In his opinion, the government of the United States “will continue carrying out its activities that Cuba considers a violation of its soverignty,” but it would be irrational, although with Trump you never know, to consider a breaking of diplomatic relations, he told OnCuba.
The reason is simple, there would not exist a necessary consensus in that regard, among other reasons because the American personnel in Havana was already reduced and “I don’t believe the Cuban embassy would do something to cause an interagency consensus that decides the break,” he explained.

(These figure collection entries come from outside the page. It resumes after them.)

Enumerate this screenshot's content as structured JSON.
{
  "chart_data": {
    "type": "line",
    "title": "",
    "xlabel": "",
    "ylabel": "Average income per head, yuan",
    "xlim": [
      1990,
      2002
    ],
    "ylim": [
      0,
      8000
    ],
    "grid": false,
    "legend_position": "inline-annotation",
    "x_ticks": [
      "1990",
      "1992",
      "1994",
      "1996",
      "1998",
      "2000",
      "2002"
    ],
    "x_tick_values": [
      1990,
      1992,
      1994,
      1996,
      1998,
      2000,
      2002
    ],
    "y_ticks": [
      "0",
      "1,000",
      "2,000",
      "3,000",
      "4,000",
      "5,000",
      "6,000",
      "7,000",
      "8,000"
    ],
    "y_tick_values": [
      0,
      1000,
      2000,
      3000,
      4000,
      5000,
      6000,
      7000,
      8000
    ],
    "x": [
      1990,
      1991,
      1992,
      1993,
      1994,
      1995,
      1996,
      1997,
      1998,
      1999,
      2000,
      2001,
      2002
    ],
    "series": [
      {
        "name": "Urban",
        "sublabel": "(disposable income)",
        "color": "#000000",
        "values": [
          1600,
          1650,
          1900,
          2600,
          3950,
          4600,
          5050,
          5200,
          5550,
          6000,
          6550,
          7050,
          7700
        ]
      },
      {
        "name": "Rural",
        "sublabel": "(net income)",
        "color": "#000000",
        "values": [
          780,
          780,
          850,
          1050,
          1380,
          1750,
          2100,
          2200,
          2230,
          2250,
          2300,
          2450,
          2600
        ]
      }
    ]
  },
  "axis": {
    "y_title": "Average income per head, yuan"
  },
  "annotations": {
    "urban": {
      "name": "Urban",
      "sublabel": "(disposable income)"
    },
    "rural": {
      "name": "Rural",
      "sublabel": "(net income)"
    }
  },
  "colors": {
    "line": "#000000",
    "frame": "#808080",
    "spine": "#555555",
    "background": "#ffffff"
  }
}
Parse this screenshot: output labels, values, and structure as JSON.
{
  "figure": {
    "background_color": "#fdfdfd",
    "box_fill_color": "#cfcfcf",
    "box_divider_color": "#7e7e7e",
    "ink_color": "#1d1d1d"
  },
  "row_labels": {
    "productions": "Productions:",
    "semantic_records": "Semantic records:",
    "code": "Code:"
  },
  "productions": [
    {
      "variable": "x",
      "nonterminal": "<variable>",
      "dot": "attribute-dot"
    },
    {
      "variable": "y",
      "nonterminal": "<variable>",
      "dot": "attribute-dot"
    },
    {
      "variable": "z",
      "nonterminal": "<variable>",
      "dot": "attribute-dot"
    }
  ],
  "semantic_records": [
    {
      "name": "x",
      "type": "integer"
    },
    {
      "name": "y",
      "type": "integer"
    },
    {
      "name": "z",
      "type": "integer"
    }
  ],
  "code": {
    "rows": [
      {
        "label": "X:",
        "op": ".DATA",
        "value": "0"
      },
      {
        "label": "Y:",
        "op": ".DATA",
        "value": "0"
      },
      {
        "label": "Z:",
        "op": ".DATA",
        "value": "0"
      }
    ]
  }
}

This is explained because normally in Washington foreign policy decisions take into account the opinion of the various government agencies that have an interest in those relations. This is the case of the Department of Homeland Security (DHS), on which the Coast Guard Service, that has been working closely with the Cuban Border Guard for decades, depends. In addition, “embassies allow for maintaining a fluid communication, such as collaboration in the fight against drug trafficking, mutual security, things that were achieved with the thaw,” affirmed López Levy.
“It has been demonstrated that in American politics, internal lobbies, when there is a spirit of hostility against a country, clash with interests and well-established lines in the system concerned with security, and they (the lobbies) tend to lose in that,” says the analyst referring to radical pressure groups against the links with the island.
After all, “we must remember that within the Trump administration there are people who are in favor of relations with Cuba, such as the Secretary of Agriculture Sonny Perdue, who when he was a senator for Georgia was in favor of agricultural sales to Cuba.”
“I think the worst is over, even if Trump were reelected. The thing was worse when there existed that triumvirate that was National Security advisor John Bolton; special advisor Mauricio Claver; and Secretary of State Mike Pompeo,” pointed out López Levy.
The two countries broke diplomatic relations in January 1961, reestablished them as interest sections in the summer of 1977 and rose them to embassy level after the historic December 17, 2014.